Selahattin Demirtas

The years 2014-2015 witnessed the shining birth and death of a star in the political horizon, a young and bright name from the Kurdish neighborhood. A politician who had studied law, had humor, could communicate to people outside of his own community... We are talking about the kind of person that could make an old man from the Black Sea region, who had previously never felt affinity for the Kurdish political movement, say, "I could vote for this guy."

Selahattin Demirtas had a potential following in not just the Southeast, but in Western and Southern Turkey, and even in the North and central Anatolia. Young politicians who inspire hope in people seldom appear in this land. Demirtas has an element for that kind of hope in his fabric. That's why his star shone so bright. The brightness of his potential was proven by the amount of votes his personality won his party, a percentage that the political movement that he came from could never dream of. We first saw that in the August 2014 presidential elections, in which he ran as his party's presidential candidate. The million increase in votes since the March 2014 elections showed just how much trust people put in him. HDP doubled its vote in Istanbul and Izmir, and tripled it in Ankara. If the AK Party lost majority government for the first time in its history in the June 2015 elections, that was because the HDP passed the 10 percent electoral threshold, and it was "the Demirtas factor" that enabled it.

Those votes could have increased even further in time, and that star could have shone brighter, because the Turkish political opposition had the requisite vacuum, and Demirtas possessed the requisite youth and potential. In Turkey, a politician's Kurdishness does not keep people from walking behind him. Turkish voters pay attention to what one says, rather than who one is. So why did this star stop shining, and eventually die? Because politics is about showing courage when the going gets tough. What he does and doesn't do in these difficult times is what makes a leader. That's where Selahattin Demirtas failed. He failed to show the same courage that he seemed to have in criticizing politicians in Ankara against the actors in Qandil, where the PKK leadership resides, who he knew very well to be poisoning the peace process.

If he had managed to show courage for peace and deweaponization of the conflict and raise his voice, he could have become one of the catalyzers of the Turkish-Kurdish peace - if not at that moment, then in the long run. Even keeping silent in the face of Qandil's pressures would be a move that part of the public would understand, sustaining their hope for him. But Selahattin Demirtas even failed to do what Leyla Zana has done. He started to repeat the demands of the armed wing of the Kurdish movement as if those were his own view, accepting the role of the implementer. That's what brought his end.It was, after all, obvious that Qandil men like Cemil Bayik and Murat Karayilan were extra-historical actors that belonged in four decades ago in Turkey's history. They represented the past, while Demirtas represented the future. That was the meaning of the trust shown in him in both the west and the east of the country. That was the people's message. Demirtas undoubtedly got it, but he lacked the courage to act on it. The first thing to be buried in those ditches ordered by Qandil was Selahattin Demirtas' charisma, and the hope he had awakened in part of the public. He wasted both his own potential, and any hope for Turkish politics that awaited new and young politicians.

Those who know the nature of the relationship between Kurdish politics and Qandil might think that these words are unfair to Demirtas, and that he could have never wielded such power. They may be right. But if that was the case, then he should have never awaken that hope in the public. The people, after all, put their trust in Demirtas himself, not Ocalan in Imrali, nor the PKK in Qandil. At the time of this writing, Selahattin Demirtas is in prison. Voters in Turkey have always had sympathy for unfairly imprisoned, wronged politicians. Selahattin Demirtas may very well become an exception to that rule.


=== WHAT THE TASK ASKS ===
Nothing but the pictures should be left out when the entries below are duplicated.
*** Block opens ***
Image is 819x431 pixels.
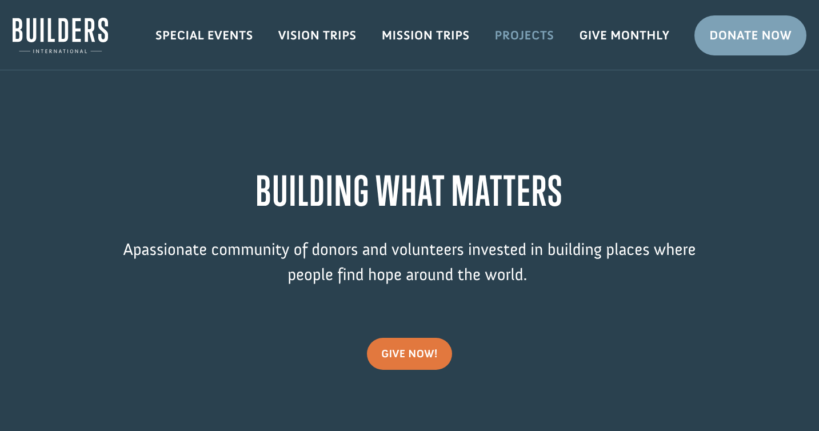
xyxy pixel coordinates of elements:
a: Projects [482,19,567,52]
span: A [123,239,133,259]
span: [GEOGRAPHIC_DATA] , [GEOGRAPHIC_DATA] [31,46,157,54]
button: Donate [162,23,213,43]
strong: Project Rescue: [GEOGRAPHIC_DATA] Safe House [27,35,187,43]
a: give now! [367,338,452,370]
a: Vision Trips [266,19,369,52]
img: Builders International [13,18,108,53]
img: US.png [21,46,29,54]
a: Mission Trips [369,19,482,52]
a: Donate Now [694,15,806,55]
h1: BUILDING WHAT MATTERS [101,167,718,220]
div: to [21,35,157,43]
a: Special Events [143,19,266,52]
a: Give Monthly [566,19,682,52]
p: passionate community of donors and volunteers invested in building places where people find hope ... [101,237,718,304]
div: Praise Center Assembly of [DEMOGRAPHIC_DATA] donated $154 [21,11,157,34]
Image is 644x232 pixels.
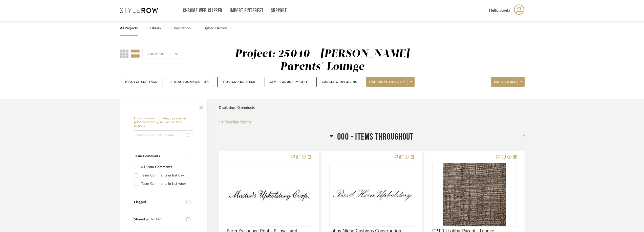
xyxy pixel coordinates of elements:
[443,163,507,226] img: CPT 1 | Lobby, Parent’s Lounge, Admissions | Lower School
[141,180,190,188] div: Team Comments in last week
[134,130,193,141] input: Search within 40 results
[141,171,190,180] div: Team Comments in last day
[330,185,413,204] img: Lobby Niche Cushions Construction
[230,8,264,13] a: Import Pinterest
[217,77,262,87] button: + Quick Add Items
[174,25,190,32] a: Inspiration
[489,8,510,13] span: Hello, Anela
[134,155,160,158] span: Team Comments
[271,8,287,13] a: Support
[219,103,255,113] div: Displaying 40 products
[219,119,251,125] button: Reorder Rooms
[134,201,184,205] div: Flagged
[227,188,310,201] img: Parent's Lounge Poufs, Pillows, and Banquette
[134,117,193,129] h6: Filter by keyword, category or name prior to exporting to Excel or Bulk Actions
[196,102,206,111] button: Close
[150,25,161,32] a: Library
[120,77,163,87] button: Project Settings
[183,8,223,13] a: Chrome Web Clipper
[165,77,214,87] button: + Add Room/Section
[337,132,414,142] span: 000 - ITEMS THROUGHOUT
[264,77,313,87] button: CSV Product Import
[369,80,406,88] span: Share with client
[366,77,415,87] button: Share with client
[494,80,516,88] span: More tools
[204,25,227,32] a: Upload History
[235,49,410,72] div: Project: 25040 - [PERSON_NAME] Parents' Lounge
[225,119,251,125] span: Reorder Rooms
[120,25,137,32] a: All Projects
[134,217,184,222] div: Shared with Client
[317,77,363,87] button: Budget & Invoicing
[491,77,525,87] button: More tools
[141,163,190,171] div: All Team Comments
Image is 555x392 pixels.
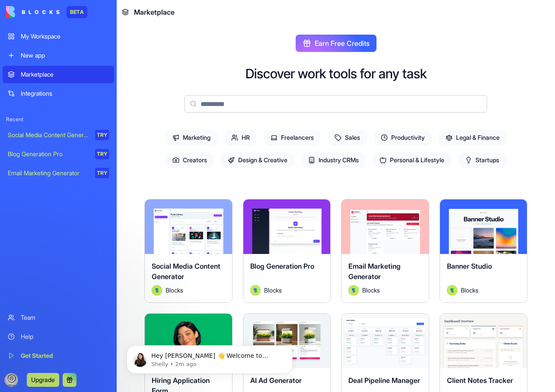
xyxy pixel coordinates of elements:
[123,327,296,388] iframe: Intercom notifications message
[2,28,114,45] a: My Workspace
[2,47,114,64] a: New app
[166,285,184,295] span: Blocks
[2,328,114,345] a: Help
[8,131,89,140] div: Social Media Content Generator
[134,7,175,17] span: Marketplace
[328,130,367,145] span: Sales
[440,199,528,303] a: Banner StudioAvatarBlocks
[66,6,87,18] div: BETA
[8,169,89,177] div: Email Marketing Generator
[20,332,109,341] div: Help
[251,262,314,270] span: Blog Generation Pro
[27,373,60,386] button: Upgrade
[349,376,420,385] span: Deal Pipeline Manager
[2,145,114,163] a: Blog Generation ProTRY
[144,199,233,303] a: Social Media Content GeneratorAvatarBlocks
[152,285,162,295] img: Avatar
[27,375,60,384] a: Upgrade
[20,51,109,60] div: New app
[362,285,380,295] span: Blocks
[2,164,114,182] a: Email Marketing GeneratorTRY
[2,309,114,326] a: Team
[221,152,295,168] span: Design & Creative
[95,130,109,140] div: TRY
[296,35,376,52] button: Earn Free Credits
[243,199,331,303] a: Blog Generation ProAvatarBlocks
[152,262,221,281] span: Social Media Content Generator
[349,285,359,295] img: Avatar
[166,152,214,168] span: Creators
[6,6,87,18] a: BETA
[8,149,89,158] div: Blog Generation Pro
[20,351,109,360] div: Get Started
[20,313,109,322] div: Team
[264,130,321,145] span: Freelancers
[374,130,432,145] span: Productivity
[95,168,109,178] div: TRY
[2,66,114,83] a: Marketplace
[2,116,114,123] span: Recent
[20,89,109,98] div: Integrations
[458,152,507,168] span: Startups
[2,127,114,144] a: Social Media Content GeneratorTRY
[439,130,507,145] span: Legal & Finance
[2,347,114,364] a: Get Started
[447,285,458,295] img: Avatar
[373,152,451,168] span: Personal & Lifestyle
[4,373,18,386] img: ACg8ocKvD6ozam5HjbbIFlmBpilAJffE4uoEDzu_8ZLLjUR2SIzP8SsO=s96-c
[349,262,401,281] span: Email Marketing Generator
[224,130,257,145] span: HR
[461,285,479,295] span: Blocks
[264,285,282,295] span: Blocks
[447,376,513,385] span: Client Notes Tracker
[166,130,218,145] span: Marketing
[95,149,109,159] div: TRY
[341,199,429,303] a: Email Marketing GeneratorAvatarBlocks
[20,32,109,41] div: My Workspace
[2,85,114,102] a: Integrations
[20,70,109,79] div: Marketplace
[315,38,370,48] span: Earn Free Credits
[251,285,260,295] img: Avatar
[6,6,60,18] img: logo
[447,262,492,270] span: Banner Studio
[246,66,427,81] h2: Discover work tools for any task
[301,152,366,168] span: Industry CRMs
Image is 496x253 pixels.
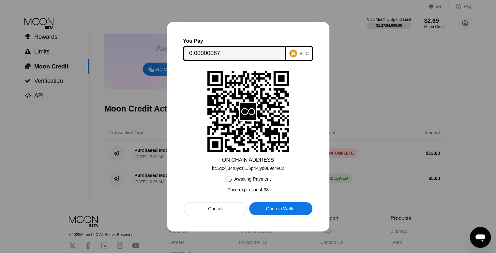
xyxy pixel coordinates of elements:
div: Open in Wallet [266,206,295,212]
div: bc1qc4j34ruyczj...5p44jyd089c4vu2 [212,166,284,171]
div: You PayBTC [184,38,312,61]
div: BTC [300,51,309,56]
div: Price expires in [227,187,269,192]
div: You Pay [183,38,286,44]
div: Awaiting Payment [234,176,271,182]
div: bc1qc4j34ruyczj...5p44jyd089c4vu2 [212,163,284,171]
div: Cancel [208,206,222,212]
div: Cancel [184,202,247,215]
span: 4 : 38 [260,187,269,192]
iframe: Button to launch messaging window [470,227,491,248]
div: ON CHAIN ADDRESS [222,157,274,163]
div: Open in Wallet [249,202,312,215]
*** Block closes ***
=== SOLUTION TO THIS PROBLEM ===
Image is 819x431 pixels.
xyxy pixel coordinates of elements:
a: Projects [482,19,567,52]
span: A [123,239,133,259]
span: [GEOGRAPHIC_DATA] , [GEOGRAPHIC_DATA] [31,46,157,54]
button: Donate [162,23,213,43]
strong: Project Rescue: [GEOGRAPHIC_DATA] Safe House [27,35,187,43]
a: give now! [367,338,452,370]
a: Vision Trips [266,19,369,52]
img: Builders International [13,18,108,53]
img: US.png [21,46,29,54]
a: Mission Trips [369,19,482,52]
a: Donate Now [694,15,806,55]
h1: BUILDING WHAT MATTERS [101,167,718,220]
div: to [21,35,157,43]
a: Special Events [143,19,266,52]
a: Give Monthly [566,19,682,52]
p: passionate community of donors and volunteers invested in building places where people find hope ... [101,237,718,304]
div: Praise Center Assembly of [DEMOGRAPHIC_DATA] donated $154 [21,11,157,34]
Image is 644x232 pixels.
xyxy pixel coordinates of elements:
[443,163,507,226] img: CPT 1 | Lobby, Parent’s Lounge, Admissions | Lower School
[141,180,190,188] div: Team Comments in last week
[134,130,193,141] input: Search within 40 results
[141,171,190,180] div: Team Comments in last day
[330,185,413,204] img: Lobby Niche Cushions Construction
[230,8,264,13] a: Import Pinterest
[217,77,262,87] button: + Quick Add Items
[174,25,190,32] a: Inspiration
[489,8,510,13] span: Hello, Anela
[134,155,160,158] span: Team Comments
[271,8,287,13] a: Support
[219,103,255,113] div: Displaying 40 products
[219,119,251,125] button: Reorder Rooms
[134,201,184,205] div: Flagged
[227,188,310,201] img: Parent's Lounge Poufs, Pillows, and Banquette
[134,117,193,129] h6: Filter by keyword, category or name prior to exporting to Excel or Bulk Actions
[196,102,206,111] button: Close
[150,25,161,32] a: Library
[120,77,163,87] button: Project Settings
[183,8,223,13] a: Chrome Web Clipper
[165,77,214,87] button: + Add Room/Section
[337,132,414,142] span: 000 - ITEMS THROUGHOUT
[264,77,313,87] button: CSV Product Import
[369,80,406,88] span: Share with client
[366,77,415,87] button: Share with client
[494,80,516,88] span: More tools
[204,25,227,32] a: Upload History
[235,49,410,72] div: Project: 25040 - [PERSON_NAME] Parents' Lounge
[225,119,251,125] span: Reorder Rooms
[120,25,137,32] a: All Projects
[134,217,184,222] div: Shared with Client
[317,77,363,87] button: Budget & Invoicing
[491,77,525,87] button: More tools
[141,163,190,171] div: All Team Comments
Image is 555x392 pixels.
xyxy pixel coordinates of elements:
[123,327,296,388] iframe: Intercom notifications message
[2,28,114,45] a: My Workspace
[2,47,114,64] a: New app
[166,285,184,295] span: Blocks
[2,328,114,345] a: Help
[8,131,89,140] div: Social Media Content Generator
[134,7,175,17] span: Marketplace
[328,130,367,145] span: Sales
[440,199,528,303] a: Banner StudioAvatarBlocks
[66,6,87,18] div: BETA
[8,169,89,177] div: Email Marketing Generator
[20,332,109,341] div: Help
[251,262,314,270] span: Blog Generation Pro
[27,373,60,386] button: Upgrade
[349,376,420,385] span: Deal Pipeline Manager
[2,145,114,163] a: Blog Generation ProTRY
[144,199,233,303] a: Social Media Content GeneratorAvatarBlocks
[152,285,162,295] img: Avatar
[27,375,60,384] a: Upgrade
[20,51,109,60] div: New app
[362,285,380,295] span: Blocks
[2,164,114,182] a: Email Marketing GeneratorTRY
[2,309,114,326] a: Team
[221,152,295,168] span: Design & Creative
[95,130,109,140] div: TRY
[296,35,376,52] button: Earn Free Credits
[243,199,331,303] a: Blog Generation ProAvatarBlocks
[152,262,221,281] span: Social Media Content Generator
[349,285,359,295] img: Avatar
[166,152,214,168] span: Creators
[6,6,87,18] a: BETA
[8,149,89,158] div: Blog Generation Pro
[20,351,109,360] div: Get Started
[20,313,109,322] div: Team
[264,130,321,145] span: Freelancers
[374,130,432,145] span: Productivity
[95,168,109,178] div: TRY
[2,66,114,83] a: Marketplace
[2,116,114,123] span: Recent
[20,89,109,98] div: Integrations
[458,152,507,168] span: Startups
[2,127,114,144] a: Social Media Content GeneratorTRY
[439,130,507,145] span: Legal & Finance
[2,347,114,364] a: Get Started
[447,285,458,295] img: Avatar
[373,152,451,168] span: Personal & Lifestyle
[4,373,18,386] img: ACg8ocKvD6ozam5HjbbIFlmBpilAJffE4uoEDzu_8ZLLjUR2SIzP8SsO=s96-c
[349,262,401,281] span: Email Marketing Generator
[224,130,257,145] span: HR
[461,285,479,295] span: Blocks
[264,285,282,295] span: Blocks
[447,376,513,385] span: Client Notes Tracker
[166,130,218,145] span: Marketing
[95,149,109,159] div: TRY
[341,199,429,303] a: Email Marketing GeneratorAvatarBlocks
[20,32,109,41] div: My Workspace
[2,85,114,102] a: Integrations
[20,70,109,79] div: Marketplace
[315,38,370,48] span: Earn Free Credits
[251,285,260,295] img: Avatar
[6,6,60,18] img: logo
[447,262,492,270] span: Banner Studio
[246,66,427,81] h2: Discover work tools for any task
[301,152,366,168] span: Industry CRMs
Image is 496x253 pixels.
xyxy pixel coordinates of elements:
div: Open in Wallet [266,206,295,212]
div: bc1qc4j34ruyczj...5p44jyd089c4vu2 [212,166,284,171]
div: You PayBTC [184,38,312,61]
div: BTC [300,51,309,56]
div: Price expires in [227,187,269,192]
div: You Pay [183,38,286,44]
div: Awaiting Payment [234,176,271,182]
div: bc1qc4j34ruyczj...5p44jyd089c4vu2 [212,163,284,171]
div: Cancel [208,206,222,212]
div: Cancel [184,202,247,215]
span: 4 : 38 [260,187,269,192]
iframe: Button to launch messaging window [470,227,491,248]
div: ON CHAIN ADDRESS [222,157,274,163]
div: Open in Wallet [249,202,312,215]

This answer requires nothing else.